House Speaker Nancy Pelosi has ordered four portraits of former speakers who served in the Confederacy to be removed from the U.S. Capitol.
Pelosi called for the “immediate removal of the portraits” of Robert Hunter of Virginia (1839-1841), Howell Cobb of Georgia (1849-1851), James Orr of South Carolina (1857-1859), and Charles Crisp of Georgia (1891-1895).
The four were all members of Pelosi's Democratic Party.
“The portraits of these men are symbols that set back our nation’s work to confront and combat bigotry,” Pelosi said.
“We didn’t know about this until we were taking inventory of the statues and the curator told us that there were four paintings of speakers in the Capitol of the United States, four speakers who served in the Confederacy. So tomorrow, Juneteenth, the clerk will oversee removal of those Confederate speakers,” Pelosi said on Thursday.
Pelosi added that there is “no room in hallowed halls of democracy, this temple of democracy, to memorialize people who embody violent bigotry and grotesque racism of the Confederacy.”
Meanwhile, analysts say Pelosi has failed to lead by example by condemning the actions of her late father, Thomas D’Alesandro Jr., who as mayor of Baltimore in 1948 oversaw the dedication of a Confederate statue — the Stonewall Jackson and Robert E. Lee Monument — in the city's Wyman Park.
As Breitbart News detailed:
At the time, the speaker’s father said people could look to Jackson’s and Lee’s lives as inspiration and urged Americans to “emulate Jackson’s example and stand like a stone wall against aggression in any form that would seek to destroy the liberty of the world.”Pelosi has also requested the removal of Confederate statues at the Capitol, describing them as “monuments to men who advocated cruelty and barbarism to achieve such a plainly racist end.”
“World Wars I and II found the North and South fighting for a common cause, and the generalship and military science displayed by these two great men in the War between the States lived on and were applied in the military plans of our nation in Europe and the Pacific areas,” D’Alesandro said at the dedication ceremony, as detailed by the Baltimore Sun.
He continued: “Today with our nation beset by subversive groups and propaganda which seeks to destroy our national unity, we can look for inspiration to the lives of Lee and Jackson to remind us to be resolute and determined in preserving our sacred institutions … remain steadfast in our determination to preserve freedom, not only for ourselves, but for other liberty-loving nations who are striving to preserve their national unity as free nations.”
“While I believe it is imperative that we never forget our history lest we repeat it, I also believe that there is no room for celebrating the violent bigotry of the men of the Confederacy in the hallowed halls of the United States Capitol or places of honor across the country,” the speaker said in a letter to the Joint Committee on the Library.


**WORK ITEM**
The answer should be a faithful retyping of the records that follow, pictures excluded.

Records drawn from a dataset
== == ==

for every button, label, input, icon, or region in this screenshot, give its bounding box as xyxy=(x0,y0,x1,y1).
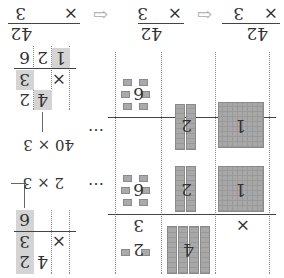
grid-divider xyxy=(108,214,276,215)
header-problem-2: 42 × 3 xyxy=(124,4,184,44)
header-problem-1: 42 × 3 xyxy=(220,4,280,44)
ellipsis: ⋯ xyxy=(88,175,104,194)
times-sign: × xyxy=(236,217,250,234)
arrow-icon: ⇦ xyxy=(197,5,212,26)
step-label: 2 × 3 xyxy=(23,174,64,192)
step-label: 40 × 3 xyxy=(23,136,74,154)
pointer-arrow xyxy=(42,112,43,132)
written-step-1: 4 2 × 3 6 2 × 3 xyxy=(0,164,84,274)
arrow-icon: ⇦ xyxy=(93,5,108,26)
ellipsis: ⋯ xyxy=(88,121,104,140)
diagram-root: 42 × 3 ⇦ 42 × 3 ⇦ 42 × 3 × 4 2 3 1 2 xyxy=(0,0,284,278)
header-problem-3: 42 × 3 xyxy=(0,4,80,44)
written-step-2: 40 × 3 4 2 × 3 1 2 6 xyxy=(0,44,84,154)
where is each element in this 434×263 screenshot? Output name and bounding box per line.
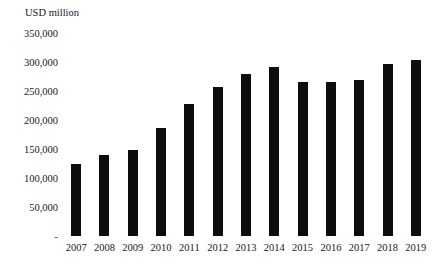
y-axis-tick-zero: -	[0, 231, 58, 242]
bar-slot	[119, 33, 147, 236]
plot-area	[62, 33, 430, 236]
bar-2009[interactable]	[128, 150, 138, 236]
y-axis-tick-200000: 200,000	[0, 115, 58, 126]
y-axis-tick-250000: 250,000	[0, 86, 58, 97]
x-axis-tick-2012: 2012	[204, 241, 232, 254]
y-axis-tick-100000: 100,000	[0, 173, 58, 184]
x-axis-tick-2015: 2015	[288, 241, 316, 254]
bar-slot	[345, 33, 373, 236]
x-axis-tick-2011: 2011	[175, 241, 203, 254]
bar-2019[interactable]	[411, 60, 421, 236]
x-axis-tick-2016: 2016	[317, 241, 345, 254]
bar-2017[interactable]	[354, 80, 364, 236]
y-axis-tick-350000: 350,000	[0, 28, 58, 39]
bar-slot	[317, 33, 345, 236]
bar-slot	[402, 33, 430, 236]
y-axis-tick-150000: 150,000	[0, 144, 58, 155]
x-axis-tick-2019: 2019	[402, 241, 430, 254]
x-axis-tick-2018: 2018	[373, 241, 401, 254]
bar-slot	[62, 33, 90, 236]
bar-slot	[90, 33, 118, 236]
chart-figure: USD million 350,000300,000250,000200,000…	[0, 0, 434, 263]
bar-2016[interactable]	[326, 82, 336, 236]
x-axis-tick-2017: 2017	[345, 241, 373, 254]
bar-slot	[232, 33, 260, 236]
bar-2011[interactable]	[184, 104, 194, 236]
bar-slot	[204, 33, 232, 236]
bar-slot	[260, 33, 288, 236]
x-axis-tick-labels: 2007200820092010201120122013201420152016…	[62, 241, 430, 257]
bar-2010[interactable]	[156, 128, 166, 236]
bar-2014[interactable]	[269, 67, 279, 236]
y-axis-tick-50000: 50,000	[0, 202, 58, 213]
bar-2013[interactable]	[241, 74, 251, 236]
bar-slot	[373, 33, 401, 236]
x-axis-tick-2009: 2009	[119, 241, 147, 254]
x-axis-tick-2007: 2007	[62, 241, 90, 254]
bar-2007[interactable]	[71, 164, 81, 237]
chart-axis-unit-title: USD million	[25, 6, 79, 19]
x-axis-tick-2008: 2008	[90, 241, 118, 254]
bar-2015[interactable]	[298, 82, 308, 236]
x-axis-tick-2013: 2013	[232, 241, 260, 254]
bar-slot	[147, 33, 175, 236]
bar-2018[interactable]	[383, 64, 393, 236]
x-axis-tick-2010: 2010	[147, 241, 175, 254]
bar-slot	[288, 33, 316, 236]
bar-2008[interactable]	[99, 155, 109, 236]
x-axis-tick-2014: 2014	[260, 241, 288, 254]
bar-2012[interactable]	[213, 87, 223, 236]
bar-slot	[175, 33, 203, 236]
y-axis-tick-300000: 300,000	[0, 57, 58, 68]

== == ==

**ANSWER SPACE**
for every button, label, input, icon, or region in this screenshot, give its bounding box as xyxy=(x0,y0,x1,y1).
grid-divider xyxy=(108,214,276,215)
header-problem-2: 42 × 3 xyxy=(124,4,184,44)
header-problem-1: 42 × 3 xyxy=(220,4,280,44)
ellipsis: ⋯ xyxy=(88,175,104,194)
times-sign: × xyxy=(236,217,250,234)
arrow-icon: ⇦ xyxy=(197,5,212,26)
step-label: 2 × 3 xyxy=(23,174,64,192)
step-label: 40 × 3 xyxy=(23,136,74,154)
pointer-arrow xyxy=(42,112,43,132)
written-step-1: 4 2 × 3 6 2 × 3 xyxy=(0,164,84,274)
arrow-icon: ⇦ xyxy=(93,5,108,26)
ellipsis: ⋯ xyxy=(88,121,104,140)
diagram-root: 42 × 3 ⇦ 42 × 3 ⇦ 42 × 3 × 4 2 3 1 2 xyxy=(0,0,284,278)
header-problem-3: 42 × 3 xyxy=(0,4,80,44)
written-step-2: 40 × 3 4 2 × 3 1 2 6 xyxy=(0,44,84,154)
where is each element in this 434×263 screenshot? Output name and bounding box per line.
y-axis-tick-zero: -	[0, 231, 58, 242]
bar-slot	[119, 33, 147, 236]
plot-area	[62, 33, 430, 236]
bar-2009[interactable]	[128, 150, 138, 236]
y-axis-tick-200000: 200,000	[0, 115, 58, 126]
y-axis-tick-250000: 250,000	[0, 86, 58, 97]
x-axis-tick-2012: 2012	[204, 241, 232, 254]
y-axis-tick-100000: 100,000	[0, 173, 58, 184]
x-axis-tick-2015: 2015	[288, 241, 316, 254]
bar-slot	[345, 33, 373, 236]
x-axis-tick-2011: 2011	[175, 241, 203, 254]
bar-2019[interactable]	[411, 60, 421, 236]
x-axis-tick-2016: 2016	[317, 241, 345, 254]
bar-2017[interactable]	[354, 80, 364, 236]
y-axis-tick-350000: 350,000	[0, 28, 58, 39]
bar-slot	[317, 33, 345, 236]
bar-slot	[402, 33, 430, 236]
y-axis-tick-150000: 150,000	[0, 144, 58, 155]
x-axis-tick-2019: 2019	[402, 241, 430, 254]
x-axis-tick-2018: 2018	[373, 241, 401, 254]
bar-slot	[62, 33, 90, 236]
bar-slot	[90, 33, 118, 236]
chart-figure: USD million 350,000300,000250,000200,000…	[0, 0, 434, 263]
bar-2016[interactable]	[326, 82, 336, 236]
x-axis-tick-2017: 2017	[345, 241, 373, 254]
bar-slot	[232, 33, 260, 236]
bar-2011[interactable]	[184, 104, 194, 236]
bar-slot	[204, 33, 232, 236]
bar-slot	[260, 33, 288, 236]
x-axis-tick-labels: 2007200820092010201120122013201420152016…	[62, 241, 430, 257]
bar-2010[interactable]	[156, 128, 166, 236]
bar-2014[interactable]	[269, 67, 279, 236]
y-axis-tick-50000: 50,000	[0, 202, 58, 213]
bar-2013[interactable]	[241, 74, 251, 236]
bar-slot	[373, 33, 401, 236]
x-axis-tick-2009: 2009	[119, 241, 147, 254]
x-axis-tick-2007: 2007	[62, 241, 90, 254]
bar-2007[interactable]	[71, 164, 81, 237]
chart-axis-unit-title: USD million	[25, 6, 79, 19]
x-axis-tick-2008: 2008	[90, 241, 118, 254]
bar-2015[interactable]	[298, 82, 308, 236]
x-axis-tick-2013: 2013	[232, 241, 260, 254]
bar-slot	[147, 33, 175, 236]
bar-2018[interactable]	[383, 64, 393, 236]
x-axis-tick-2010: 2010	[147, 241, 175, 254]
bar-slot	[288, 33, 316, 236]
bar-2008[interactable]	[99, 155, 109, 236]
x-axis-tick-2014: 2014	[260, 241, 288, 254]
bar-2012[interactable]	[213, 87, 223, 236]
bar-slot	[175, 33, 203, 236]
y-axis-tick-300000: 300,000	[0, 57, 58, 68]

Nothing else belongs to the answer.